Honduras man released from custody after charges of racial profiling by local police

Los Angeles Times (California)
By Joseph Tanfani
October 26, 2015

A Honduras man arrested by Louisiana police in what one government lawyer said was a case of racial profiling has been released by immigration officers.

Gustavo Barahona-Sanchez, who is in the U.S. illegally, was released from LaSalle Detention Facility by Immigration and Customs Enforcement late Friday, according to agency spokesman Bryan D. Cox. He must report to immigration authorities and still may face removal, Cox said.

Barahona-Sanchez, 29, who has two children who are U.S. citizens, was arrested along with another man in May in New Llano, La., as he was standing in a motel parking lot waiting with other Latinos for a ride to his construction job. Neither man was charged, but police contacted Border Patrol, and they were detained on immigration violations. The other man arrested that day, Jose Adan Fugon-Cano, was flown back to Honduras on Tuesday.

Their cases became a focal point for immigration advocates after the Los Angeles Times reported that an attorney in the Department of Homeland Security had found that the two men were subjected to racial profiling. In an email that was inadvertently sent to lawyers for the men, Megan H. Mack, head of the civil rights office in Homeland Security, said they should be released from custody because they never should have been arrested in the first place. She wrote they apparently were targeted for an immigration status check solely because they looked Latino.
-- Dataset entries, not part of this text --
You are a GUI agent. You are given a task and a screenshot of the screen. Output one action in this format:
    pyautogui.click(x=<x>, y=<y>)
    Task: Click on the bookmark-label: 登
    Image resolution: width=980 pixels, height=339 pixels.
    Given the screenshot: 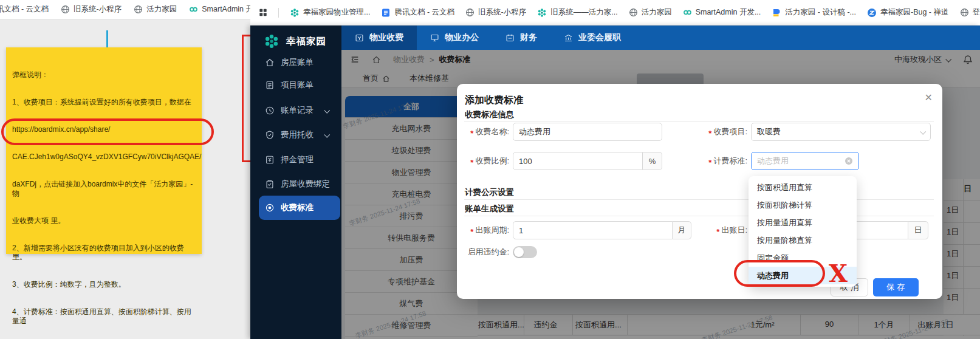 What is the action you would take?
    pyautogui.click(x=976, y=12)
    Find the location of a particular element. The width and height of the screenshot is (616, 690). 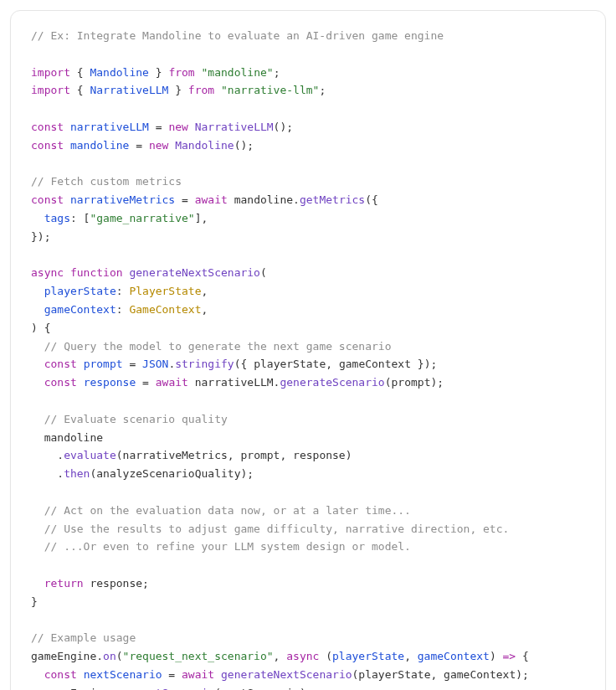

code-token-func: getMetrics is located at coordinates (332, 199).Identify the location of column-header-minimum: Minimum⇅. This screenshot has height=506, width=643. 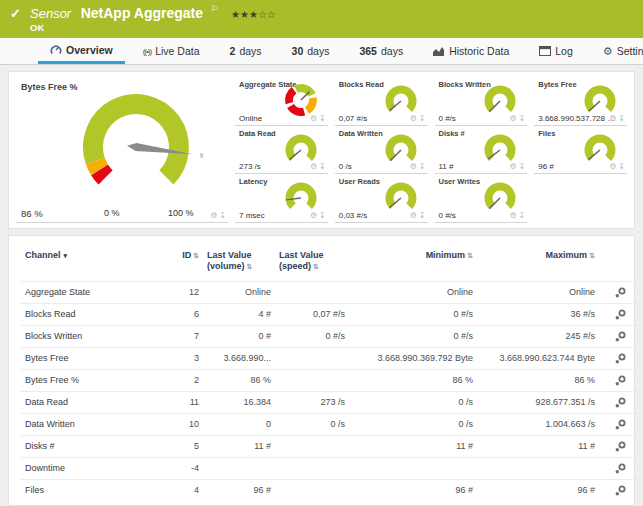
(413, 262).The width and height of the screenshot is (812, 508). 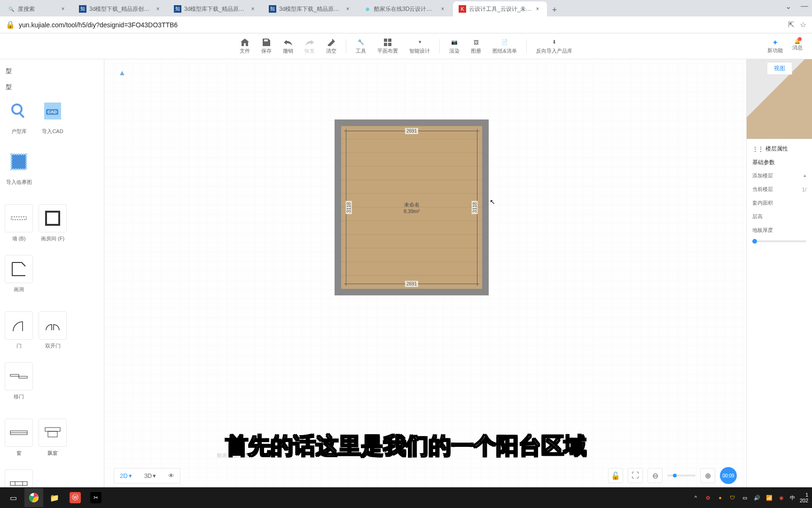 I want to click on tray-volume-icon: 🔊, so click(x=757, y=498).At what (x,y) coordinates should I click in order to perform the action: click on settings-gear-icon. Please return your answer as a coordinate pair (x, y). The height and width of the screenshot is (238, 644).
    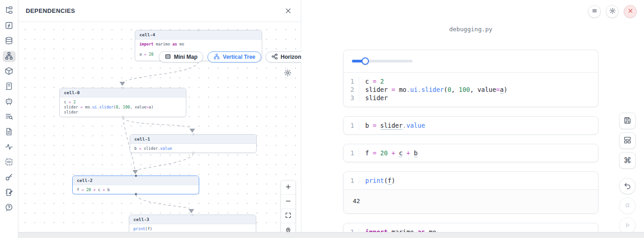
    Looking at the image, I should click on (613, 11).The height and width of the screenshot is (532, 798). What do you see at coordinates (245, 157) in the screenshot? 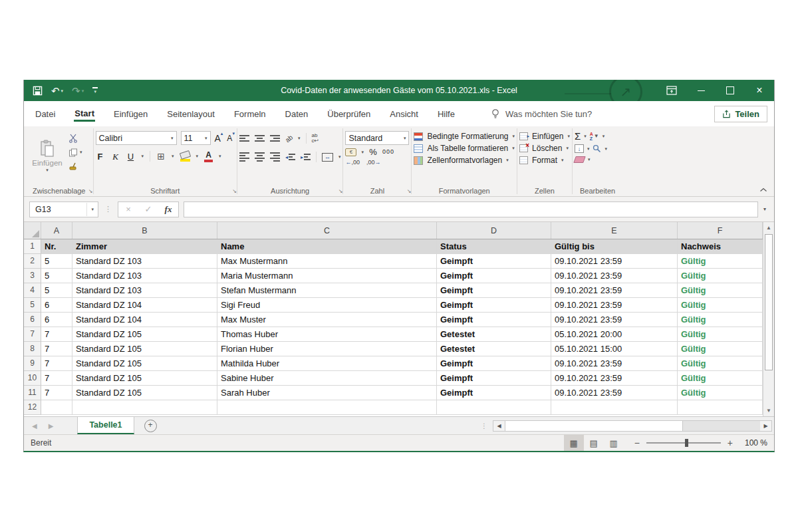
I see `align-left-button` at bounding box center [245, 157]. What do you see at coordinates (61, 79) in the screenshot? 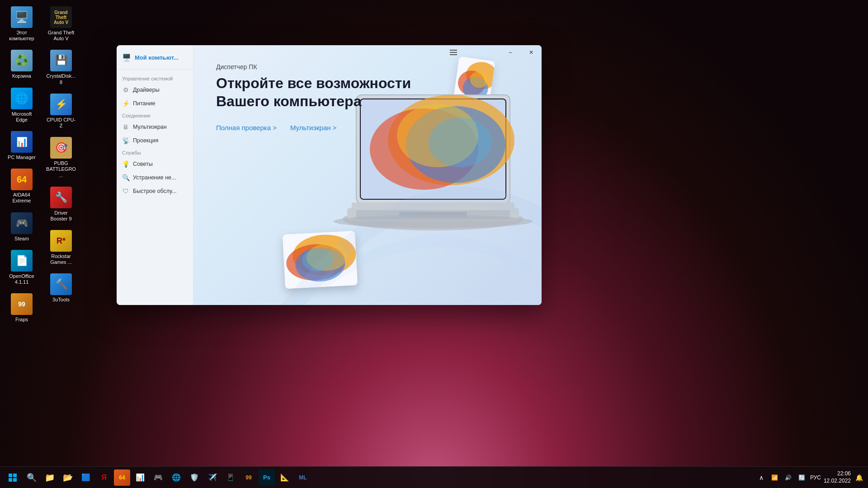
I see `icon-label: CrystalDisk... 8` at bounding box center [61, 79].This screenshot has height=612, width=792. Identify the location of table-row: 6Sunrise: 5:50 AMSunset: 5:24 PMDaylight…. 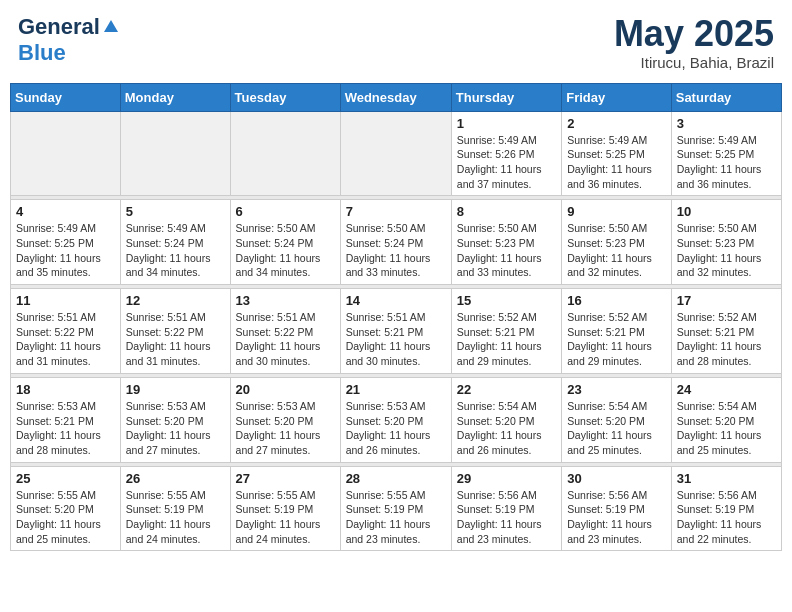
(285, 242).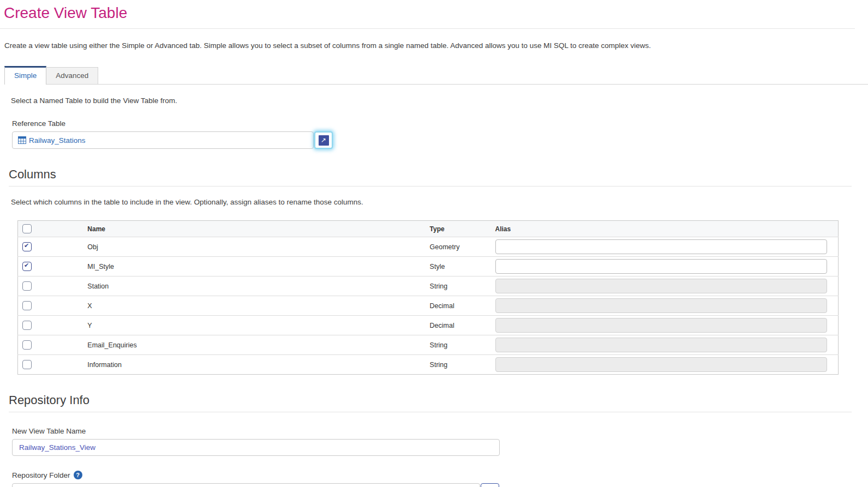  I want to click on table-grid-icon, so click(22, 140).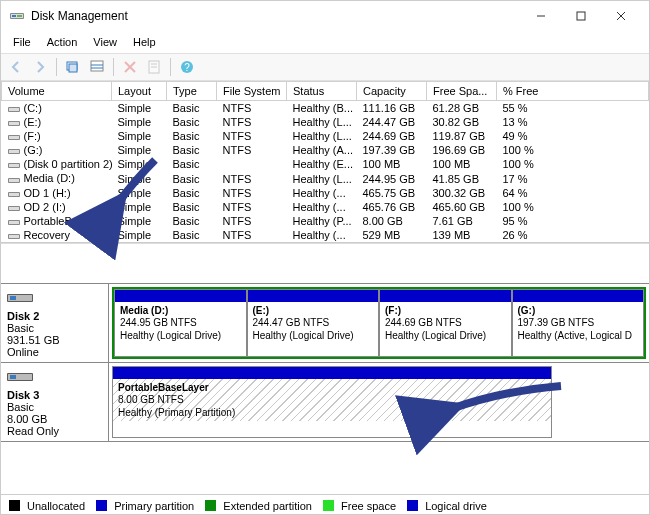 The width and height of the screenshot is (650, 515). What do you see at coordinates (40, 67) in the screenshot?
I see `forward-button` at bounding box center [40, 67].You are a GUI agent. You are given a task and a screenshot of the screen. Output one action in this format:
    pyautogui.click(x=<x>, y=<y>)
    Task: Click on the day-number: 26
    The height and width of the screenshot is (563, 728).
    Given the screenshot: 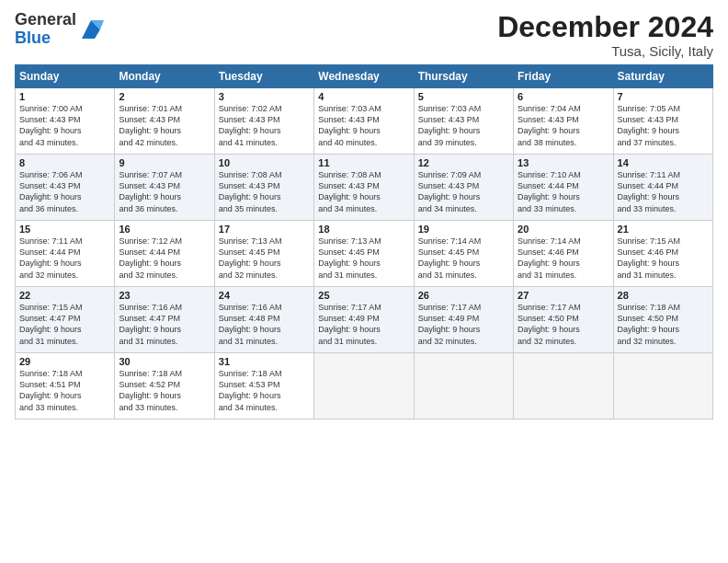 What is the action you would take?
    pyautogui.click(x=463, y=295)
“It is imperative that the Department … work to avoid becoming a conduit, or an incentive, for improper profiling by local law enforcement,” Mack wrote, in a Sept. 21 email to ICE Director Sarah Saldaña.

She said neither man presented a security threat, and said an arrest based on ethnic appearance is not a proper basis for a deportation.

Mack’s email did not sway Saldaña; the men were cleared for removal. Cox said that both men met the agency’s new priorities for deportation because both had been removed from the country before. Neither had any criminal convictions.

Jolene Elberth, an organizer with the Congress of Day Laborers in New Orleans, an advocacy group involved in the case, said she was told that Barahona-Sanchez has been given a six-month stay of removal. But that stay could be revoked at any time, she said, calling on the agency to end its enforcement action against Barahona-Sanchez and to allow Fugon-Cano back into the country.


“Changes need to be made within the Department of Homeland Security to ensure that ICE cuts ties with local law enforcement agencies found to practice biased policing,” Elberth wrote in an email.